Let’s Stop Bashing the Defense Contractors and Look at Disclosure from Their Perspective


This is the first thread I’ve started in this subreddit and I’m a newish redditor, so forgive me if I am not following some rule here. I just wanted to get this idea out there: Let’s stop bashing the defense contractors and try to look at this from their perspective. Today people like Steve Bassett and Danny Sheehan have been appearing on many podcasts to discuss Burchett’s proposed amendment to the Schumer amendment that removes the eminent domain clause. They, like some of their supporters here, are enraged that the contractors are getting this ‘out’, however if you look at things from the contractors’ perspective (or even anyone who is worried about actions that relate to private property), that clause sets a dangerous precedent for seizing a private company’s intellectual property (IP). Imagine if you had a company and the Congress simply decided to seize your IP. Would you be OK with that? Would you be OK with that if your were a stockholder? No.

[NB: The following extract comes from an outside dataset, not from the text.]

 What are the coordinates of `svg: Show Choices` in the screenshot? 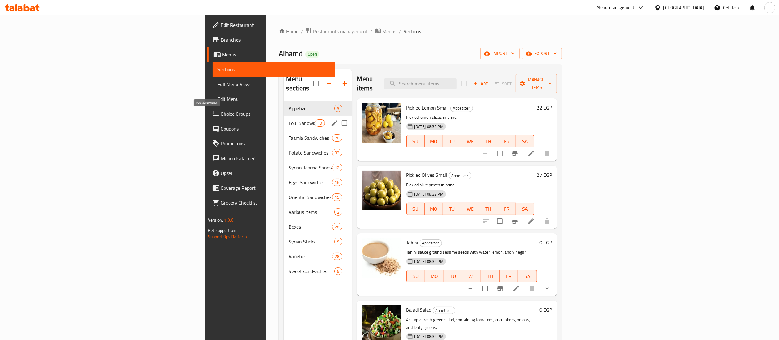 It's located at (547, 288).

Likewise, many people here have asserted that the evil, big bad Republicans are just trying to hide something they feel uncomfortable with religiously, however what people on the Left don’t get about conservatives is that conservatives fear – above all other things – excessive government power when it comes to seizing property. They look at the excesses of the French and Russian revolutions and are worried that those purges/excesses will happen here. Rather than being ‘greedy late stage capitalists’, they see themselves as protecting the income sources that are needed by families and retired people. That is why the ‘Mikes’ you guys hate vote the way that they do. Are they afraid of disclosure or the aerospace industry being nationalized?

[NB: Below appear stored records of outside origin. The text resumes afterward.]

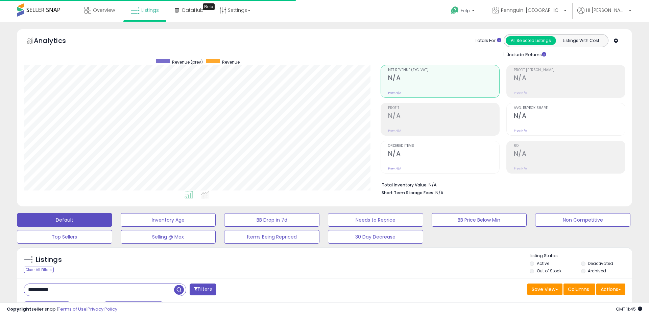  What do you see at coordinates (187, 62) in the screenshot?
I see `span: Revenue (prev)` at bounding box center [187, 62].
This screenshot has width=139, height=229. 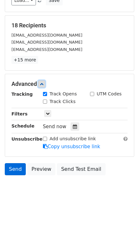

Now, back to the individual contractors: Obviously Lockheed Martin, Boeing, Northrop Grumman, and Raytheon want to make money. They are private, for profit companies. However they were – if all these allegations are true – given parts of this UAP technology by the government so that the tech could be back engineered and applied into other uses. They were making money, however they were also providing a service to their country. The US government simply does not have the people needed to conduct deep-level research. It is composed of career government employees, many of whom are basically just bureaucrats. While I respect organizations like the Army Corps of Engineers and USAF/USN research laboratories, they just don’t have the talent that Lockheed, Boeing, Northrop, Hughes, Bell, etc have or had. A trade off was involved, however these companies were arguably serving their country.

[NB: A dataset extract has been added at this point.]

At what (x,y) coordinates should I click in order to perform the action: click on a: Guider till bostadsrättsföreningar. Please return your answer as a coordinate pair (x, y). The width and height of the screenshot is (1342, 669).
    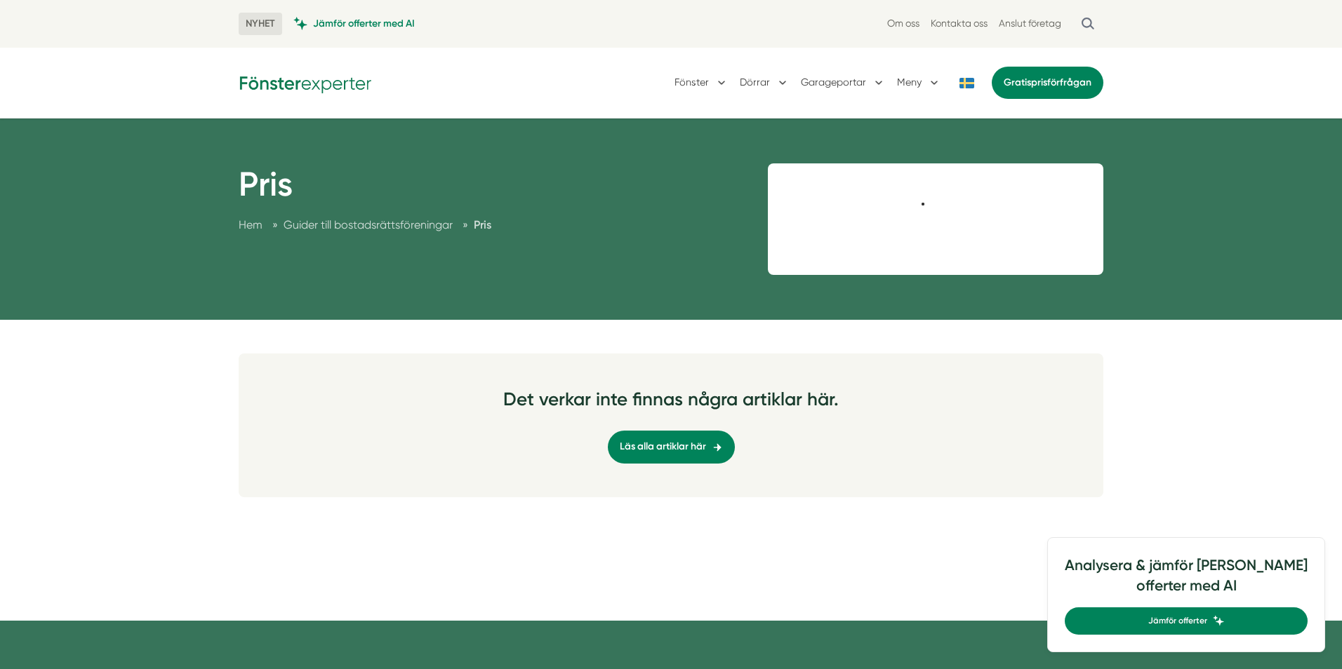
    Looking at the image, I should click on (369, 225).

They’ve now invested money and, more importantly, intellectual capital into developing offshoot products and technologies. Sure, they may have gotten a ‘start’ with the NHI technology, but they’re the ones who had to figure it out. Who has had to deal with the weight of this subject? The average UFO researcher or some guy at Lockheed who has spent decades trying to get this stuff to work? The weight was always on their shoulder’s, not the public’s.

Finally, all of these companies have served the USA well. They built machines like the P-38 Lightning and B-17 Flying Fortress during WW2 and the SR-71 and B-52 after the war. They were part of the ‘Arsenal of Democracy’. From their perspective they are the good guys.